About How Fires End, Rafalà's debut novel:
After soldiers vacate the Sicilian hillside town of Melilli in the summer of 1943, the locals celebrate, giving thanks to their patron saint, Sebastian. Amid the revelry, all it takes is one fateful moment for the destiny of nine-year-old Salvatore Vassallo to change forever. When his twin brothers are killed playing with an unexploded mortar shell, Salvatore’s faith is destroyed. As the family unravels, and fear ignites among their neighbors that the Vassallo name is cursed, one tragedy begets another.Here Rafalà dreamcasts an adaptation of How Fires End:
Desperate to escape this haunting legacy, Salvatore accepts the help of an Italian soldier with fascist ties who ushers him and his sister, Nella, into a new beginning in America. In Middletown, Connecticut, in the immigrant neighborhood known as Little Melilli, these three struggle to build new lives for themselves. But a dangerous choice to keep their secrets hidden erupts in violence decades later. When Salvatore loses his inquisitive American-born son, David, they all learn too late the price sons pay for their fathers’ wars.
In my dreams for a movie adaptation of How Fires End, I often ask myself what would a modern Italian neorealist film look like? Especially one that encompasses a sweeping narrative from Sicily during the tragedy of the Second World War to the despair of the post-war era all the way to the United States and the Italian American immigrant experience in the 1980s. Who could make such a film?Visit Marco Rafalà's website.
I can think of only one person: Italian film director and screenwriter Giuseppe Tornatore (Cinema Paradiso, Baarìa). Tornatore is a master who can hold in his mind both a romantic notion of Sicily—the beauty of the landscape, its complicated people, and ancient culture—and the harsh realities of what life was like there during and after the Second World War. He can balance the modern while bringing the perfect Italian neorealist feel to the material that I tried to capture in the novel.
In terms of casting, I never thought about that beyond believing that the late James Gandolfini would have been a perfect older Rocco for the scenes set in Middletown, Connecticut, during the 1980s, with his son portraying the younger version of that character. And, in a slight nod to Italian neorealist cinema, the roles for the children and secondary older characters, like Raphael and Pasqualino, should be cast with unknowns.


■ **TASK STATEMENT**: The reply should be one number: how many lines of the data below contain "marker".

____ SUPPLIED RECORDS

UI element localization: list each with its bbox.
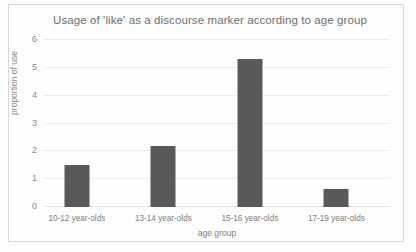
bar — [151, 146, 176, 207]
y-tick-label: 5 — [32, 62, 37, 72]
bar — [237, 59, 262, 207]
bar — [64, 165, 89, 207]
gridline: 2 — [44, 150, 390, 151]
y-tick-label: 3 — [32, 118, 37, 128]
y-tick-label: 0 — [32, 201, 37, 211]
gridline: 6 — [44, 39, 390, 40]
bar — [324, 189, 349, 207]
x-tick-label: 13-14 year-olds — [135, 214, 192, 223]
y-tick-label: 1 — [32, 173, 37, 183]
x-tick-label: 17-19 year-olds — [308, 214, 365, 223]
chart-figure: Usage of 'like' as a discourse marker ac… — [0, 0, 416, 252]
plot-area: 012345610-12 year-olds13-14 year-olds15-… — [44, 40, 390, 207]
gridline: 4 — [44, 95, 390, 96]
x-axis-title: age group — [44, 228, 390, 238]
y-tick-label: 2 — [32, 145, 37, 155]
y-axis-title: proportion of use — [9, 51, 19, 115]
chart-title: Usage of 'like' as a discourse marker ac… — [40, 14, 380, 26]
gridline: 1 — [44, 178, 390, 179]
gridline: 5 — [44, 67, 390, 68]
x-tick-label: 10-12 year-olds — [48, 214, 105, 223]
x-tick-label: 15-16 year-olds — [221, 214, 278, 223]
y-tick-label: 6 — [32, 34, 37, 44]
gridline: 3 — [44, 123, 390, 124]
y-tick-label: 4 — [32, 90, 37, 100]
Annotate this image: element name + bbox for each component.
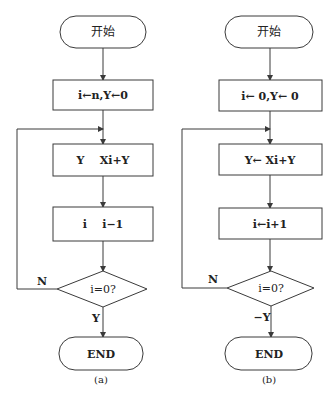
- step1-label-a: Y Xi+Y: [76, 154, 130, 167]
- init-label-b: i← 0,Y← 0: [241, 90, 299, 103]
- caption-b: (b): [262, 374, 276, 385]
- yes-label-a: Y: [91, 312, 100, 325]
- end-label-b: END: [255, 348, 283, 361]
- caption-a: (a): [94, 374, 108, 385]
- step1-label-b: Y← Xi+Y: [244, 154, 296, 167]
- no-label-a: N: [37, 275, 47, 288]
- flowchart-a: 开始 i←n,Y←0 Y Xi+Y i i−1 i=0? N Y END (a): [17, 16, 153, 385]
- flowchart-b: 开始 i← 0,Y← 0 Y← Xi+Y i←i+1 i=0? N −Y END…: [182, 16, 322, 385]
- step2-label-b: i←i+1: [253, 218, 287, 231]
- decision-label-a: i=0?: [90, 283, 116, 296]
- decision-label-b: i=0?: [258, 282, 284, 295]
- no-label-b: N: [208, 273, 218, 286]
- start-label-b: 开始: [257, 25, 281, 39]
- flowchart-canvas: 开始 i←n,Y←0 Y Xi+Y i i−1 i=0? N Y END (a)…: [0, 0, 332, 395]
- step2-label-a: i i−1: [83, 218, 124, 231]
- start-label-a: 开始: [91, 25, 115, 39]
- end-label-a: END: [87, 348, 115, 361]
- yes-label-b: −Y: [253, 311, 270, 324]
- init-label-a: i←n,Y←0: [78, 89, 128, 102]
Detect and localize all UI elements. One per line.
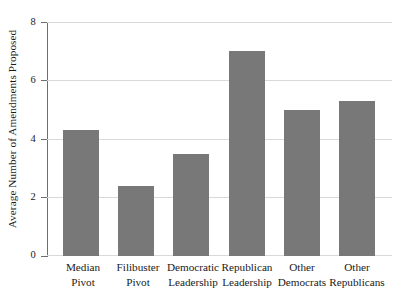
bar-filibuster-pivot [118,186,154,256]
y-tick-label-4: 4 [26,134,40,145]
x-label-other-republicans: Other Republicans [311,260,403,290]
bar-chart: Average Number of Amendments Proposed 8 … [0,0,407,302]
y-tick-label-8: 8 [26,17,40,28]
y-axis-title-text: Average Number of Amendments Proposed [6,30,18,229]
bar-median-pivot [63,130,99,256]
x-label-line2: Republicans [311,275,403,290]
gridline-6 [47,80,392,81]
y-tick-label-2: 2 [26,192,40,203]
bar-other-republicans [339,101,375,256]
bar-democratic-leadership [173,154,209,256]
bar-other-democrats [284,110,320,256]
plot-area [47,22,392,256]
gridline-8 [47,22,392,23]
bar-republican-leadership [229,51,265,256]
x-axis-labels: Median Pivot Filibuster Pivot Democratic… [47,260,392,302]
y-axis-title: Average Number of Amendments Proposed [0,0,24,258]
y-tick-label-0: 0 [26,250,40,261]
y-tick-label-6: 6 [26,75,40,86]
x-label-line1: Other [311,260,403,275]
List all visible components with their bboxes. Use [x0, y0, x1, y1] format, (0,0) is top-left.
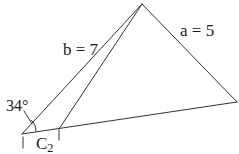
side-b-label: b = 7: [63, 40, 99, 59]
side-a-line-right: [142, 4, 237, 102]
angle-label: 34°: [6, 97, 28, 114]
side-a-line-c2: [59, 4, 142, 129]
triangle-diagram: b = 7 a = 5 34° C2: [0, 0, 239, 154]
vertex-c2-label: C2: [36, 134, 53, 154]
side-a-label: a = 5: [180, 21, 214, 40]
base-line: [22, 102, 237, 134]
side-b-line: [22, 4, 142, 134]
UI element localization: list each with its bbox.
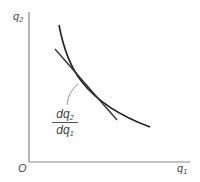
slope-numerator: dq2 — [52, 108, 78, 121]
y-axis-label-sub: 2 — [19, 16, 23, 23]
slope-label: dq2 dq1 — [52, 108, 78, 137]
leader-arc — [67, 84, 78, 105]
denominator-base: dq — [56, 123, 69, 137]
numerator-base: dq — [56, 107, 69, 121]
denominator-sub: 1 — [70, 130, 74, 137]
diagram-canvas — [0, 0, 200, 182]
numerator-sub: 2 — [70, 114, 74, 121]
y-axis-label: q2 — [13, 11, 23, 23]
slope-denominator: dq1 — [52, 124, 78, 137]
origin-label: O — [18, 163, 27, 174]
x-axis-label-sub: 1 — [183, 168, 187, 175]
x-axis-label: q1 — [177, 163, 187, 175]
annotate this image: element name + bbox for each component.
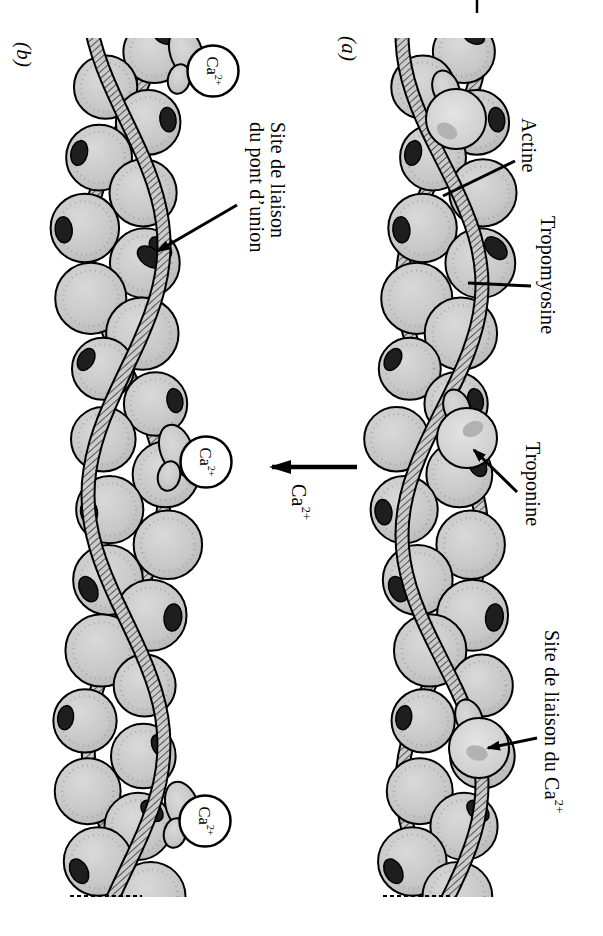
- troponin: [437, 408, 497, 468]
- panel-b-tag: (b): [12, 42, 35, 67]
- ion-superscript: 2+: [213, 75, 224, 86]
- actin-bead: [134, 511, 203, 580]
- calcium-superscript: 2+: [552, 800, 566, 814]
- calcium-ion-label-bottom: Ca2+: [195, 806, 215, 835]
- ion-superscript: 2+: [206, 466, 217, 477]
- troponin: [426, 89, 486, 149]
- filament-a: [364, 21, 516, 932]
- calcium-ion-label-top: Ca2+: [203, 56, 223, 85]
- arrow-calcium-label: Ca2+: [287, 484, 312, 520]
- calcium-binding-site-label: Site de liaison du Ca2+: [540, 630, 565, 813]
- crossbridge-binding-site-label: Site de liaison du pont d’union: [245, 122, 288, 253]
- panel-a-tag: (a): [337, 36, 360, 61]
- ion-superscript: 2+: [205, 825, 216, 836]
- ion-base: Ca: [203, 56, 222, 74]
- ion-base: Ca: [195, 806, 214, 824]
- arrow-calcium-base: Ca: [288, 484, 310, 507]
- troponin-label: Troponine: [521, 442, 543, 526]
- calcium-binding-site-text: Site de liaison du Ca: [541, 630, 563, 800]
- calcium-ion-label-middle: Ca2+: [196, 447, 216, 476]
- actin-label: Actine: [517, 118, 539, 173]
- crossbridge-label-line2: du pont d’union: [245, 122, 267, 253]
- figure-muscle-regulation-diagram: (a) (b) Actine Tropomyosine Troponine Si…: [0, 0, 603, 936]
- ion-base: Ca: [196, 447, 215, 465]
- crossbridge-label-line1: Site de liaison: [267, 122, 289, 253]
- tropomyosin-label: Tropomyosine: [536, 216, 558, 334]
- filament-illustration: [0, 0, 603, 936]
- arrow-calcium-superscript: 2+: [299, 507, 313, 521]
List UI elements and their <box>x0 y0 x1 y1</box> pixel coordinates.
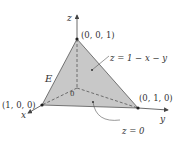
point-right <box>136 106 139 109</box>
y-axis <box>138 108 168 110</box>
tetrahedron-diagram: z (0, 0, 1) z = 1 − x − y E 0 (1, 0, 0) … <box>0 0 179 151</box>
z-axis-label: z <box>66 13 72 23</box>
x-axis-label: x <box>21 110 26 120</box>
region-label: E <box>44 73 53 84</box>
point-top <box>75 37 78 40</box>
point-right-label: (0, 1, 0) <box>139 93 173 103</box>
origin-label: 0 <box>70 90 74 98</box>
bottom-surface-label: z = 0 <box>121 126 145 136</box>
point-left-label: (1, 0, 0) <box>2 100 36 110</box>
point-left <box>40 103 43 106</box>
point-top-label: (0, 0, 1) <box>81 30 115 40</box>
top-surface-label: z = 1 − x − y <box>109 53 167 63</box>
y-axis-label: y <box>159 114 166 124</box>
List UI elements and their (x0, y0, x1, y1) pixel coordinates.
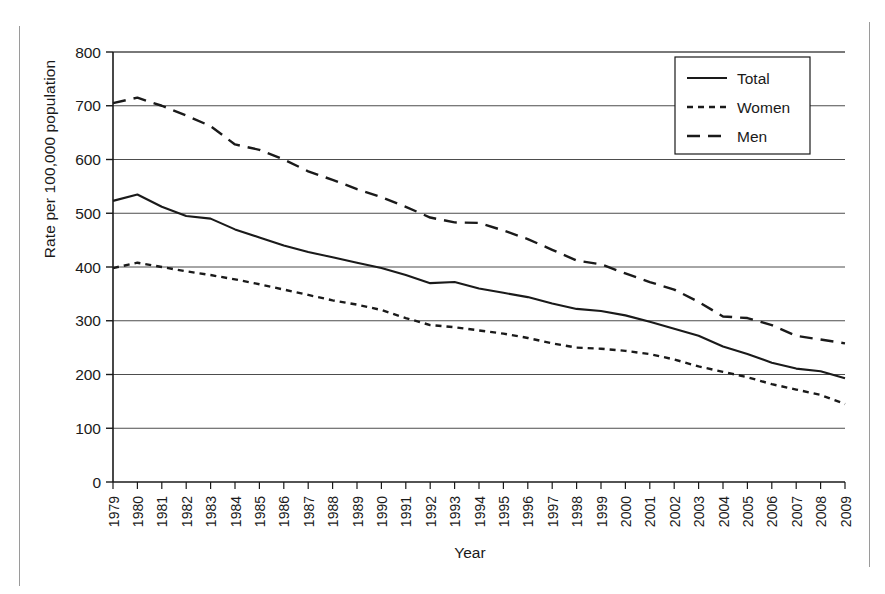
x-axis-tick-label: 1981 (154, 496, 170, 527)
x-axis-title: Year (380, 544, 560, 562)
page-bottom-text (30, 578, 850, 594)
x-axis-tick-label: 2002 (667, 496, 683, 527)
x-axis-tick-label: 1997 (545, 496, 561, 527)
x-axis-tick-label: 1983 (203, 496, 219, 527)
x-axis-tick-label: 1991 (398, 496, 414, 527)
legend-label-women: Women (737, 99, 790, 116)
line-chart: 0100200300400500600700800 19791980198119… (0, 0, 885, 594)
series-line-women (113, 263, 845, 404)
x-axis-tick-label: 1986 (276, 496, 292, 527)
y-axis-tick-group: 0100200300400500600700800 (75, 44, 113, 491)
x-axis-tick-label: 2008 (813, 496, 829, 527)
x-axis-tick-label: 1998 (569, 496, 585, 527)
y-axis-tick-label: 100 (75, 420, 101, 437)
x-axis-tick-label: 2005 (740, 496, 756, 527)
x-axis-tick-label: 1984 (228, 496, 244, 527)
x-axis-tick-label: 2006 (764, 496, 780, 527)
x-axis-tick-label: 1994 (472, 496, 488, 527)
x-axis-tick-label: 2009 (838, 496, 854, 527)
x-axis-tick-label: 1993 (447, 496, 463, 527)
y-axis-tick-label: 400 (75, 259, 101, 276)
x-axis-tick-label: 1982 (179, 496, 195, 527)
y-axis-tick-label: 200 (75, 366, 101, 383)
x-axis-tick-label: 1992 (423, 496, 439, 527)
legend-label-men: Men (737, 128, 767, 145)
x-axis-tick-label: 2004 (716, 496, 732, 527)
x-axis-tick-label: 1987 (301, 496, 317, 527)
y-axis-tick-label: 300 (75, 312, 101, 329)
y-axis-tick-label: 700 (75, 97, 101, 114)
chart-legend: TotalWomenMen (675, 57, 810, 154)
x-axis-tick-label: 2003 (691, 496, 707, 527)
x-axis-tick-label: 1985 (252, 496, 268, 527)
x-axis-tick-label: 1980 (130, 496, 146, 527)
y-axis-title: Rate per 100,000 population (41, 29, 59, 289)
x-axis-tick-label: 1995 (496, 496, 512, 527)
x-axis-tick-label: 2001 (642, 496, 658, 527)
x-axis-tick-label: 1989 (350, 496, 366, 527)
x-axis-tick-label: 1999 (594, 496, 610, 527)
y-axis-tick-label: 0 (92, 474, 101, 491)
y-axis-tick-label: 500 (75, 205, 101, 222)
series-line-total (113, 194, 845, 378)
y-axis-tick-label: 600 (75, 151, 101, 168)
y-axis-tick-label: 800 (75, 44, 101, 61)
x-axis-tick-label: 2007 (789, 496, 805, 527)
x-axis-tick-label: 1988 (325, 496, 341, 527)
x-axis-tick-label: 1996 (520, 496, 536, 527)
figure-container: 0100200300400500600700800 19791980198119… (0, 0, 885, 594)
x-axis-tick-group: 1979198019811982198319841985198619871988… (106, 482, 854, 527)
x-axis-tick-label: 1990 (374, 496, 390, 527)
x-axis-tick-label: 2000 (618, 496, 634, 527)
legend-label-total: Total (737, 70, 770, 87)
x-axis-tick-label: 1979 (106, 496, 122, 527)
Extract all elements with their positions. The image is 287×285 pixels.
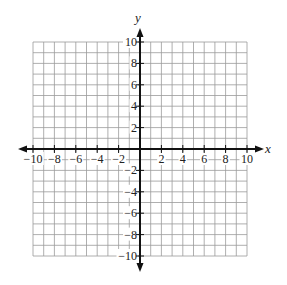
x-tick-label: 8 xyxy=(223,152,229,166)
y-tick-label: 8 xyxy=(131,56,137,70)
y-tick-label: −4 xyxy=(124,185,137,199)
y-tick-label: 4 xyxy=(131,99,137,113)
x-tick-label: −6 xyxy=(69,152,82,166)
x-axis-right-arrow-icon xyxy=(255,146,264,153)
y-axis-down-arrow-icon xyxy=(137,263,144,272)
coordinate-plane: −10−8−6−4−2246810 108642−2−4−6−8−10 x y xyxy=(0,0,287,285)
x-tick-label: 4 xyxy=(180,152,186,166)
y-tick-label: −8 xyxy=(124,228,137,242)
y-tick-label: −10 xyxy=(118,249,137,263)
y-tick-label: −6 xyxy=(124,206,137,220)
x-tick-label: 10 xyxy=(241,152,253,166)
y-axis-up-arrow-icon xyxy=(137,28,144,37)
x-axis-label: x xyxy=(264,141,271,156)
y-tick-label: −2 xyxy=(124,163,137,177)
x-tick-labels: −10−8−6−4−2246810 xyxy=(24,152,253,166)
y-tick-label: 10 xyxy=(125,35,137,49)
x-tick-label: 6 xyxy=(201,152,207,166)
y-tick-label: 6 xyxy=(131,78,137,92)
x-tick-label: −8 xyxy=(48,152,61,166)
x-tick-label: −4 xyxy=(91,152,104,166)
y-tick-label: 2 xyxy=(131,121,137,135)
x-tick-label: −2 xyxy=(112,152,125,166)
x-tick-label: 2 xyxy=(158,152,164,166)
x-tick-label: −10 xyxy=(24,152,43,166)
y-axis-label: y xyxy=(133,10,141,25)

________

■ **ANSWER SPACE**: 2